John Maynard Keynes, The Economic Consequences of the Peace

John Maynard Keynes
“How can I accept the Communist doctrine, which sets up as its bible, above and beyond criticism, an obsolete textbook which I know not only to be scientifically erroneous but without interest or application to the modern world? How can I adopt a creed which, preferring the mud to the fish, exalts the boorish proletariat above the bourgeoisie and the intelligentsia, who with all their faults, are the quality of life and surely carry the seeds of all human achievement? Even if we need a religion, how can we find it in the turbid rubbish of the red bookshop? It is hard for an educated, decent, intelligent son of Western Europe to find his ideals here, unless he has first suffered some strange and horrid process of conversion which has changed all his values.”
John Maynard Keynes

William T. Vollmann
“I studied Comparative Literature at Cornell. Structuralism was real big then. The idea of reading and writing as being this language game. There's a lot of appeal to that. It's nice to think of it as this playful kind of thing. But I think that another way to look at it is "Look, I just want to be sincere. I want to write something and make you feel something and maybe you will go out and do something." And it seems that the world is in such bad shape now that we don't have time to do nothing but language games. That's how it seems to me.”
William T. Vollmann

82746 William T Vollmann Central — 274 members — last activity Jul 24, 2025 05:08AM
This corner of goodreads shall serve the needs of rainbow readers of Mr Vollmann's indulgent body of work. We welcome the veteran and the fresh flesh ...more
6870 James Joyce Reading Group — 321 members — last activity May 10, 2024 05:52AM
A discussion group dedicated to the writings of James Joyce.
79477 Women and Men — 225 members — last activity Jan 05, 2025 06:47AM
Women and Men began as a reading group for Joseph McElroy's masterpiece.
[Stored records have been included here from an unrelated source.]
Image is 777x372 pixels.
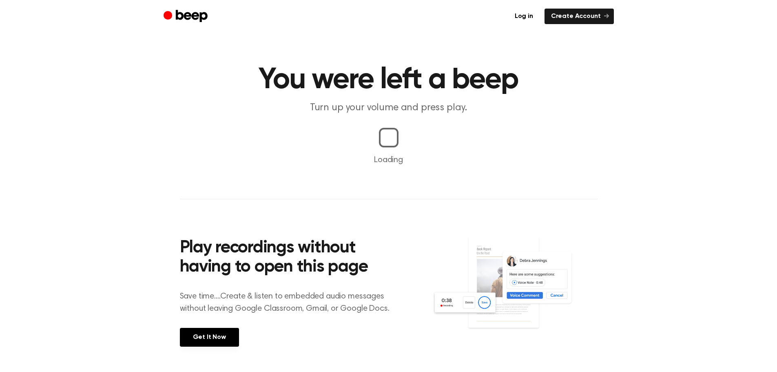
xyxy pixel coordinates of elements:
h2: Play recordings without having to open this page [180,238,400,277]
a: Get It Now [180,327,239,346]
a: Beep [164,9,210,24]
a: Create Account [544,9,614,24]
a: Log in [508,9,540,24]
p: Loading [10,154,767,166]
h1: You were left a beep [180,65,597,95]
p: Save time....Create & listen to embedded audio messages without leaving Google Classroom, Gmail, ... [180,290,400,314]
img: Voice Comments on Docs and Recording Widget [432,236,597,345]
p: Turn up your volume and press play. [232,101,545,115]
It has developed into All Things McElroy. We have chapter threads for discuss ...more
7715 the BBC — 12 members — last activity Jan 22, 2010 02:33PM
the Bad Book Club -- a private group for friends and co-workers to (intentionally) read and discuss shitty books
217 Banned Books — 5059 members — last activity 4 hours, 52 min ago
To celebrate our love of reading books that people see fit to ban throughout the world. We abhor censorship and promote freedom of speech.